Newton’s 3rd law tells us that for every action, there is an equal and opposite reaction. In physics, that makes perfect sense. Push on something, and it pushes back. But when you bring that idea into a startup community, things get even more interesting.

Why? Because startup communities are not traditional organizations. There is no org chart. No boss. No direct-report structure. No easy “because I said so.” A startup community is made up of founders, investors, mentors, universities, government folks, service providers, and supporters from different organizations, all with their own incentives, pressures, and agendas. That means every leadership action creates a reaction, but not always where you expect it.

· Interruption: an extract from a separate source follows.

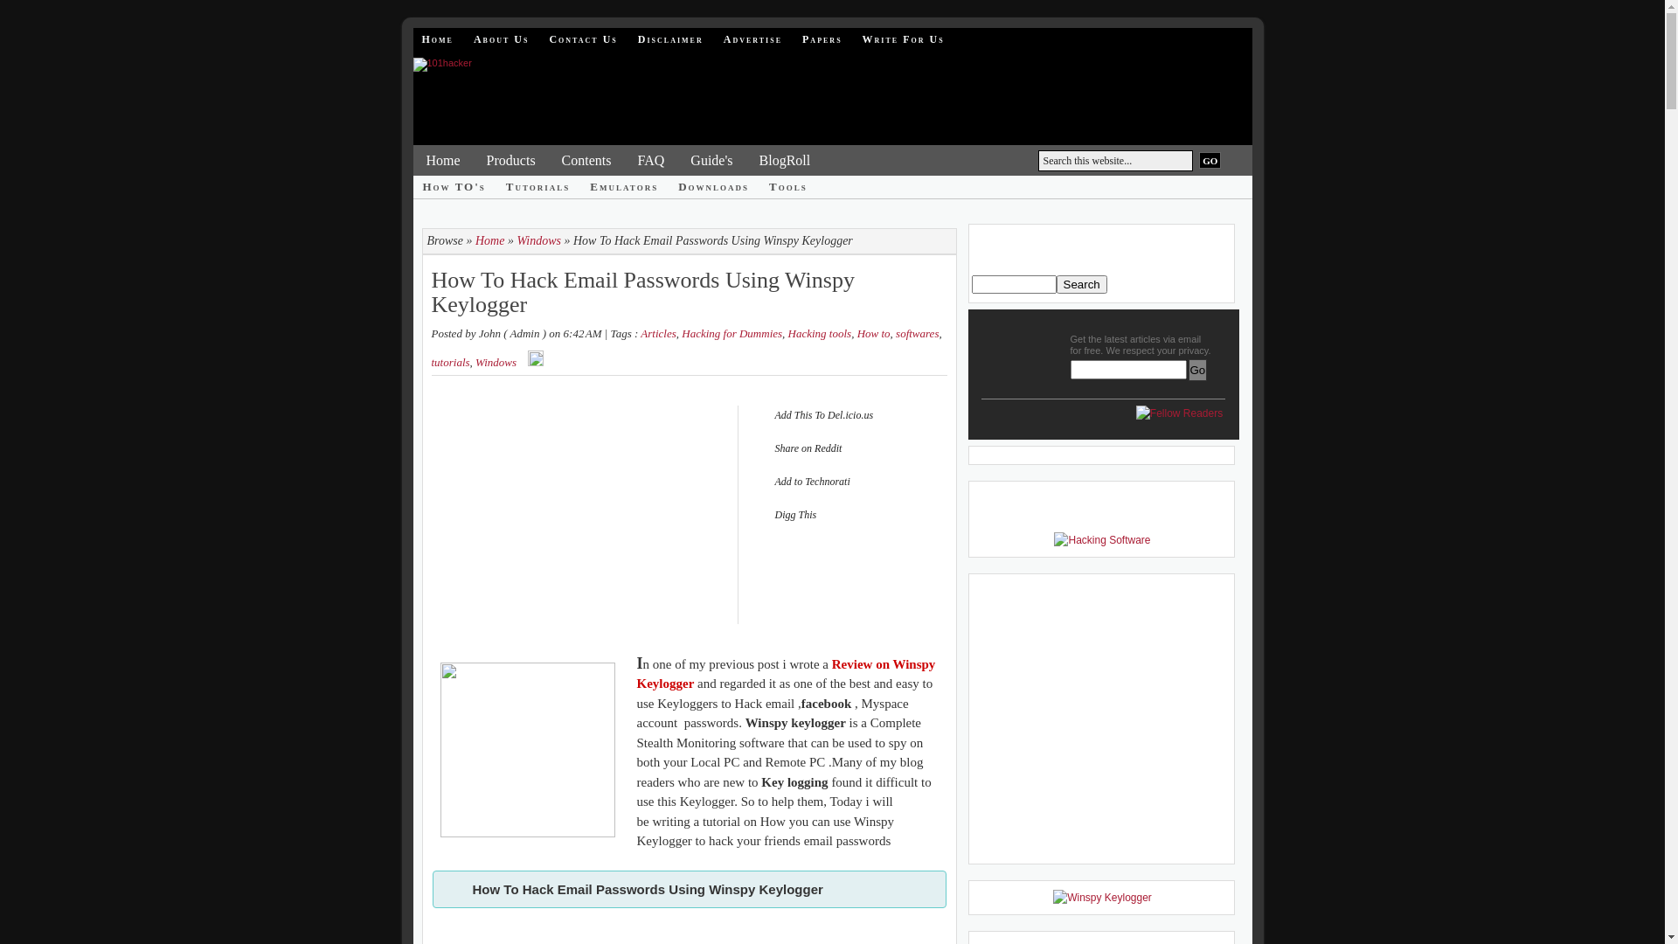 The height and width of the screenshot is (944, 1678). Describe the element at coordinates (643, 288) in the screenshot. I see `How To Hack Email Passwords Using Winspy Keylogger` at that location.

You make a decision to spotlight one founder, and five others quietly wonder why they were overlooked. You launch a new initiative with one partner, and another organization feels pushed to the side. You put your weight behind one program, and suddenly that force gets transferred into another part of the community, creating friction you didn’t intend.

That is the leadership challenge in a startup community. Your actions do not move through a simple chain of command. They bounce. They ripple. They create new forces on other people, often in completely different directions.

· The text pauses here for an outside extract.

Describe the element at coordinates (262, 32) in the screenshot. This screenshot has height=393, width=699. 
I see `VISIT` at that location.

This is why community leadership is much more about influence than control. In fact, trying to control a startup community usually backfires. Healthy communities are complex systems, not machines. They respond best to clear values, trust, inclusion, and steady signals over time, not blunt-force moves or top-down mandates.

So how should a leader act, knowing every move creates reactions?

First, lead with intention, not impulse. Before launching something, sending that email, making that introduction, or publicly backing an idea, ask yourself: who else will feel this? Not just the obvious people, but the second ring out. In startup communities, second-order effects matter. A quick action can create a long tail.

Second, communicate the why early and often. People can handle decisions they do not fully like a lot better when they understand the reasoning. In communities without formal authority, transparency becomes a trust-building tool. If people know your motivation is founder-first and community-wide, reactions tend to be less defensive and more constructive. Founder needs coming first is one of the clearest markers of a healthy community.

Third, create more small forces than big ones. Big gestures get attention, but small, consistent actions build momentum. Make introductions. Share credit. Tell founder stories. Open doors. Encourage others to lead. In complex communities, lots of small positive forces sustained over time usually outperform one giant push. That is how trust compounds. That is how culture gets built.

Leadership in a startup community is not about commanding movement. It is about respecting motion. 

Every action matters. So choose actions that create the kind of reactions you want multiplied across the system.

About the Author
Author
Chris Heivly

Chris is one of the nation’s leading experts on launching startups and has been dubbed the “Startup Whisperer.” He co-founded MapQuest, is an angel investor, ran a corporate venture fund and 2 micro venture funds (directed over $75M), and was most recently SVP Innovation with Techstars. Chris just released his new book, The Startup Community Builder’s Field Guide for founders, investors and economic development leaders to better accelerate their ecosystem.